What am I?

Avatar of Yancy Micel Alegre-Pacheco
Opinion Column

Born and raised in the Bay Area, this environment is all I really know. I’ve never experienced somewhere outside of California consciously; I was only a child when I went to visit Honduras to see family. My father is an Oakland native, second generation, and my mother makes our (my siblings and I) generation the first. I was always aware that there were differences between people, but it wasn’t until I was around 11 years old that I realized people judge me based on how I look rather than how I present myself. I lived in blissful ignorance.

I’d ask my parents what I am and they give me one word: American. Yet I don’t feel like an American sometimes. I know I legally am one, and oftentimes I’m proud of myself for not being British, but in my bones I feel as though I don’t necessarily fit the stereotype.

The other day, someone asked me where I was from. I was sitting at a bar with my aunt and sister, drinking some of the smoothest hot chocolate I could have ever imagined. It was raining outside and we initially entered with the intent of fleeing from the wetness of San Francisco, as well as to get some of their famous Carrot Cake. The question was innocent enough, and oddly enough he was also the owner of the bar. I answered “Here, San Francisco!” An awkward pause ensued for about 5 seconds before he asked where I’m from “culturally.” Being mixed, I answered in a series of percentages, I said something along the lines of, “I’m half Honduran and half Filipino” and the night continued. The thing that left a mark on me was the way he asked. He was a sweet older gentleman, and towards the end of the evening he gave us free t-shirts.

Something I always keep is a checklist of is how people ask me my ethnicity. Most of the time people ask me if I’m Mexican, and I simply respond with a “No, I’m Honduran,” and the following question or statement is something in the fashion of “Where is that?” or “Oh okay yeah!” I know that in reality they don’t really care enough to actually want to see it be pointed out on a map, they just wanted to see if their guess of my ethnicity is in the ballpark of what I actually am.

I’m also Filipino, but I don’t think I’ve ever been recognized as one. I don’t have any defining features that would make me stand out as a Filipina. I, as my cousins and sister put it, am “the most mixed” because I guess I don’t have any striking Honduran features either. I don’t have the nose bridge on my mom’s side, and I don’t have the non-existent nose bridge that my dad’s side has, I have a mixed nose. The only way I know I wasn’t switched at birth is because of my mom’s eyebrows that I’ve inherited. But having amazing food at every family event comes at a price, and this is the price I would pay to have the blood that I do.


Find the string "Report" in the records. Copy each line that has it.

Records from a collection
◇ ◇ ◇ ◇

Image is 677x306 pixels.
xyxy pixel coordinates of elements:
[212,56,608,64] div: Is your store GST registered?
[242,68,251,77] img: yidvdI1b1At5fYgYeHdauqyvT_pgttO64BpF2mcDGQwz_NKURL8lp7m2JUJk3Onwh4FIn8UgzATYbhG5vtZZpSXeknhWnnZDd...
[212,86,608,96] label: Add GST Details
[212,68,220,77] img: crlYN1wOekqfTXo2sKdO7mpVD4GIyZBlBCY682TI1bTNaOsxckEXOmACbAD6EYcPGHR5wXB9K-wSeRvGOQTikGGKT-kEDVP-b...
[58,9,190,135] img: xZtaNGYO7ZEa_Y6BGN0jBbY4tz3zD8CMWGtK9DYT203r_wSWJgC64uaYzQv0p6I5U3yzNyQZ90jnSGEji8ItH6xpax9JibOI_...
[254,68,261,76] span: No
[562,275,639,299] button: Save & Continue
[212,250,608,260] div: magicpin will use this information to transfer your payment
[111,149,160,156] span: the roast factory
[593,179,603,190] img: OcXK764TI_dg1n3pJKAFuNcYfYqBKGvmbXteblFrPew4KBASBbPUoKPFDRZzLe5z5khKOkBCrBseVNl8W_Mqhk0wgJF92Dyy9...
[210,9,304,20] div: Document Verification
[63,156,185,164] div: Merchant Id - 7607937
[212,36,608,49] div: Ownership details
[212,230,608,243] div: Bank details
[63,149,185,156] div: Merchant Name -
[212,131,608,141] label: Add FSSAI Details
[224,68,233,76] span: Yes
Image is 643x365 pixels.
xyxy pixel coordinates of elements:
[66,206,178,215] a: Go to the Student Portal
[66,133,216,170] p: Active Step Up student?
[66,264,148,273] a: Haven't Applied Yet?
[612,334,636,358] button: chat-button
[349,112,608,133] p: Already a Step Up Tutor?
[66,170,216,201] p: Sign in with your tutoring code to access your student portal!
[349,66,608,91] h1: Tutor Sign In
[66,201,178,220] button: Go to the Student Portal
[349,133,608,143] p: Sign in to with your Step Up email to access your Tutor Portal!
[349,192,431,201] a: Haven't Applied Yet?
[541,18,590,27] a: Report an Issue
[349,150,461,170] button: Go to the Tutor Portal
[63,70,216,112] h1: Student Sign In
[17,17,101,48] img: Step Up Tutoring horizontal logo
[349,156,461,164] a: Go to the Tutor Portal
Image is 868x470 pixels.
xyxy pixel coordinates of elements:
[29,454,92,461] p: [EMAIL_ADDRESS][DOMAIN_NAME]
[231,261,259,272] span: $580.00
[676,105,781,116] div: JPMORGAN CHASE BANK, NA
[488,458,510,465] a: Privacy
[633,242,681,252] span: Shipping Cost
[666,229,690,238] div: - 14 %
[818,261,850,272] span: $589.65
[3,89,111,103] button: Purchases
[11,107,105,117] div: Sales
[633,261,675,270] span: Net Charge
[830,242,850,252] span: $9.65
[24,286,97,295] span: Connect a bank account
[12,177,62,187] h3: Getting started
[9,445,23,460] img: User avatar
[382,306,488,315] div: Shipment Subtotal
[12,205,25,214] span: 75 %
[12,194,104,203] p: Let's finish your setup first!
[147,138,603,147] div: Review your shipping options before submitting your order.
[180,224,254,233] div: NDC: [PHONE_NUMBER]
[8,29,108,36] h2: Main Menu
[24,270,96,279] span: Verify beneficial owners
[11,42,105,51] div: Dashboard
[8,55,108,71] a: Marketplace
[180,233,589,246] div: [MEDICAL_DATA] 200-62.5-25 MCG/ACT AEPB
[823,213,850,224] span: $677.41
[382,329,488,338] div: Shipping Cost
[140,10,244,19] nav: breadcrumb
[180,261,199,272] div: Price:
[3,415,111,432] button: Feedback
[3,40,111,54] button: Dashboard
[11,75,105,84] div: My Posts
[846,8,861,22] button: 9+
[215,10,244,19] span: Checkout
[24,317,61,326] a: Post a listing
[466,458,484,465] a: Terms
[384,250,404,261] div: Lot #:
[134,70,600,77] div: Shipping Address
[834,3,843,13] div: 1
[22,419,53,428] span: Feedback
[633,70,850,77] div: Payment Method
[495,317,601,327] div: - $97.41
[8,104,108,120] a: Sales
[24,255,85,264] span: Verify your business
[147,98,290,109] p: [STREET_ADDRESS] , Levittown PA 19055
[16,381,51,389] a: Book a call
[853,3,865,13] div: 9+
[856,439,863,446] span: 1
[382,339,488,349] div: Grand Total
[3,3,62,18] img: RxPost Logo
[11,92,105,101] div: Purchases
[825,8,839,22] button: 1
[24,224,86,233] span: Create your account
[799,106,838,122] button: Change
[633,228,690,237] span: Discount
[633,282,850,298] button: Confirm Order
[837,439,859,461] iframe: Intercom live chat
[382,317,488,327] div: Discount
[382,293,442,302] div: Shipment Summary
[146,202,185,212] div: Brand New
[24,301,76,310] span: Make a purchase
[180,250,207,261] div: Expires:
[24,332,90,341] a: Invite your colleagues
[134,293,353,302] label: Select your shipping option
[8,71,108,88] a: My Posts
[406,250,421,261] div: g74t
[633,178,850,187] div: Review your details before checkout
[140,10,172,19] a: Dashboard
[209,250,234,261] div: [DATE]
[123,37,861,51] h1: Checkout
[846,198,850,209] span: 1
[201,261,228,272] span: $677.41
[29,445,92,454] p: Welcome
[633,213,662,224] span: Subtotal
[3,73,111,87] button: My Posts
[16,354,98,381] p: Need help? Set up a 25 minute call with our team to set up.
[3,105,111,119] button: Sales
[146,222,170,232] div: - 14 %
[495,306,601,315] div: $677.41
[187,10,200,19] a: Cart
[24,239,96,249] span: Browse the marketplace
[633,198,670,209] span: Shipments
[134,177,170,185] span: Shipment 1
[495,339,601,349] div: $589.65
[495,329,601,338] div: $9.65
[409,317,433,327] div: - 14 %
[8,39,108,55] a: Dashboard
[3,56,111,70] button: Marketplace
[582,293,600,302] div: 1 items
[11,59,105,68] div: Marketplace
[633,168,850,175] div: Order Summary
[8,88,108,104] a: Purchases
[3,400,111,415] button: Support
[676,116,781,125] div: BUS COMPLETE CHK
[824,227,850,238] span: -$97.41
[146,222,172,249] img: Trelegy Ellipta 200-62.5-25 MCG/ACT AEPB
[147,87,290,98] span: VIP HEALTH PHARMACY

◇ ◇ ◇ ◇

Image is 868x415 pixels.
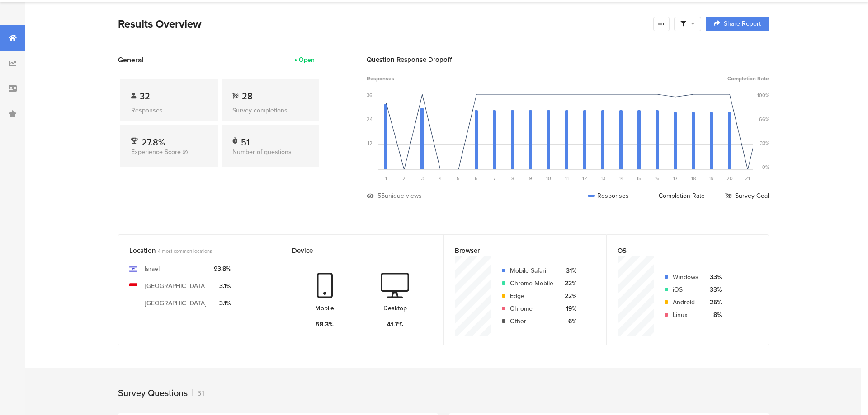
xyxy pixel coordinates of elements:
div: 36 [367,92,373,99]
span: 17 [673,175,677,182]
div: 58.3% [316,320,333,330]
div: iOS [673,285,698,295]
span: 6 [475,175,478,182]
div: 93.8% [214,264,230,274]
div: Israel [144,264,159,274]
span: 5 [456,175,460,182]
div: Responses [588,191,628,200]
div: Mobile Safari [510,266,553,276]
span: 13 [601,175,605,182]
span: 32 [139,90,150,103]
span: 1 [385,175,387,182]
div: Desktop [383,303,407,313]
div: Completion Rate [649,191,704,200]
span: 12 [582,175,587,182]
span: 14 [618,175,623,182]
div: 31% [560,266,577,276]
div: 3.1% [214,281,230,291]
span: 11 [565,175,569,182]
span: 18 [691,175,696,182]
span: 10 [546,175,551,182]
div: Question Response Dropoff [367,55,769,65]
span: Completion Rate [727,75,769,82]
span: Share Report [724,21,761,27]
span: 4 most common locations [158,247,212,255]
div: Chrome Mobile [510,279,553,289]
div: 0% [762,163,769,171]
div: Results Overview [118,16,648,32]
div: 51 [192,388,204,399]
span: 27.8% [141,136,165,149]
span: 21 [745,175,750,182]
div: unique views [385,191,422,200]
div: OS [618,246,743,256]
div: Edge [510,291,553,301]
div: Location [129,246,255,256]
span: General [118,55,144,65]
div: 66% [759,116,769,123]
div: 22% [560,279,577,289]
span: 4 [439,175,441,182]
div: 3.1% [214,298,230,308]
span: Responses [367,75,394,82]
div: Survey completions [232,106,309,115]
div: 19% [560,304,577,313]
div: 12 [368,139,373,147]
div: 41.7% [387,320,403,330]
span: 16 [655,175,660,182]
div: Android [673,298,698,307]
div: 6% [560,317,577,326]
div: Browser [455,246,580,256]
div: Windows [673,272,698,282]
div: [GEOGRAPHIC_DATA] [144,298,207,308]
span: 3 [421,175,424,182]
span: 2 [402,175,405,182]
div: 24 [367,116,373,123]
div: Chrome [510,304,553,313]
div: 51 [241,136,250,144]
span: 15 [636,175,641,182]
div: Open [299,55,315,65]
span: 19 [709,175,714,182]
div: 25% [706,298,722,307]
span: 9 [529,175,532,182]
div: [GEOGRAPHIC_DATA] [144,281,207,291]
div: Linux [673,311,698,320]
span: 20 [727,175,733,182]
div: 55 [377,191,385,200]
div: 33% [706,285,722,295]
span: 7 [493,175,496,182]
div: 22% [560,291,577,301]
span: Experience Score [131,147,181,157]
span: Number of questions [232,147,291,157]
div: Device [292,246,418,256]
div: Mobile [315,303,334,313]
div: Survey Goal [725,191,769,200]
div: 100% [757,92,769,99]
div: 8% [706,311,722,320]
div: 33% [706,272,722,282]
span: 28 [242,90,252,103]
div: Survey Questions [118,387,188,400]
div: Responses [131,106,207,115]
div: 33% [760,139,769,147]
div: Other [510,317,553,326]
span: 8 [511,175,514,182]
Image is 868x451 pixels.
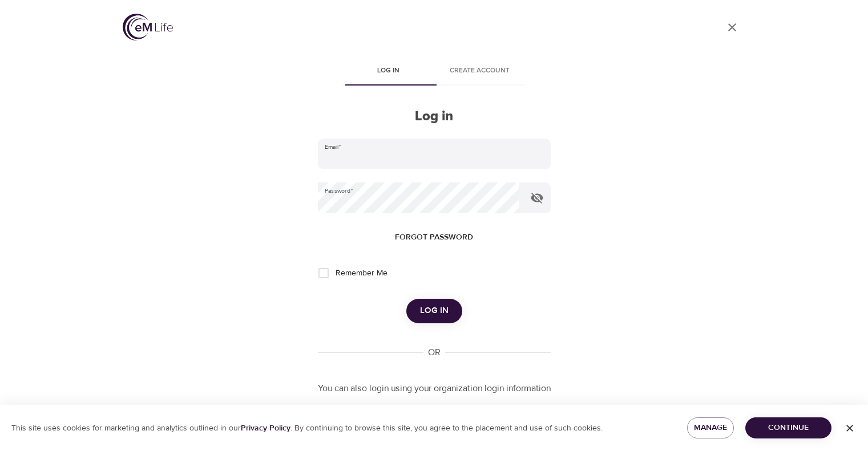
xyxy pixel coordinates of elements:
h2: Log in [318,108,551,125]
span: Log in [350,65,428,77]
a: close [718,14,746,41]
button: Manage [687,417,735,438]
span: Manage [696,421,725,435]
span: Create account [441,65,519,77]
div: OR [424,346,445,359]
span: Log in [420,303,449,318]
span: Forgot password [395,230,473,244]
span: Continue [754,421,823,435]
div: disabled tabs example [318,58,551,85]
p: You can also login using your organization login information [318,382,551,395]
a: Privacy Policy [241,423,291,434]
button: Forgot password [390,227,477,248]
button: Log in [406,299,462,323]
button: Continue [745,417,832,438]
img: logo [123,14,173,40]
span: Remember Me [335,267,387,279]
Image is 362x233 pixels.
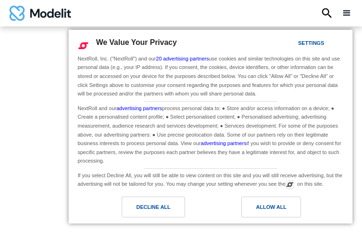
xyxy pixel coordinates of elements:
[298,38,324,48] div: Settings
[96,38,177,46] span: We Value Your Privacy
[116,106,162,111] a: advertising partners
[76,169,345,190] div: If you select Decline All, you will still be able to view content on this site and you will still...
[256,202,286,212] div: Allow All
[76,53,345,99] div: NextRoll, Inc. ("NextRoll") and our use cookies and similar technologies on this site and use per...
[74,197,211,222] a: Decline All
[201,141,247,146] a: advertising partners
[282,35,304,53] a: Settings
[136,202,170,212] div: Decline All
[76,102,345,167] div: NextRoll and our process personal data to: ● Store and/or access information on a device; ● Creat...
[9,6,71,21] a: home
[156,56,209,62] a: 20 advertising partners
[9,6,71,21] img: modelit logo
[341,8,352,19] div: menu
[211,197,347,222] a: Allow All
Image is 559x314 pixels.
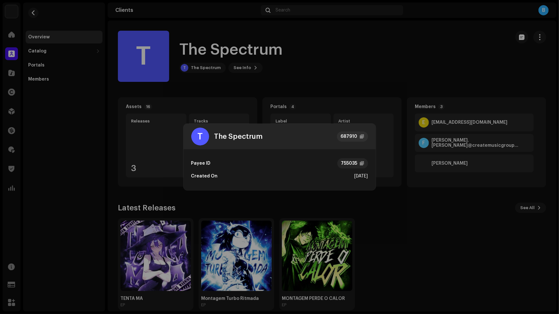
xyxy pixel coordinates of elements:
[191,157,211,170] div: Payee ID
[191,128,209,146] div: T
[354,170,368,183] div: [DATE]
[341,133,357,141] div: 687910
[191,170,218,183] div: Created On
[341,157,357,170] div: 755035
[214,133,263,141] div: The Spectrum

◇ ◇ ◇ ◇

• Reply to the exercise:
[541,18,590,27] a: Report an Issue
span: Share Report [724,21,761,27]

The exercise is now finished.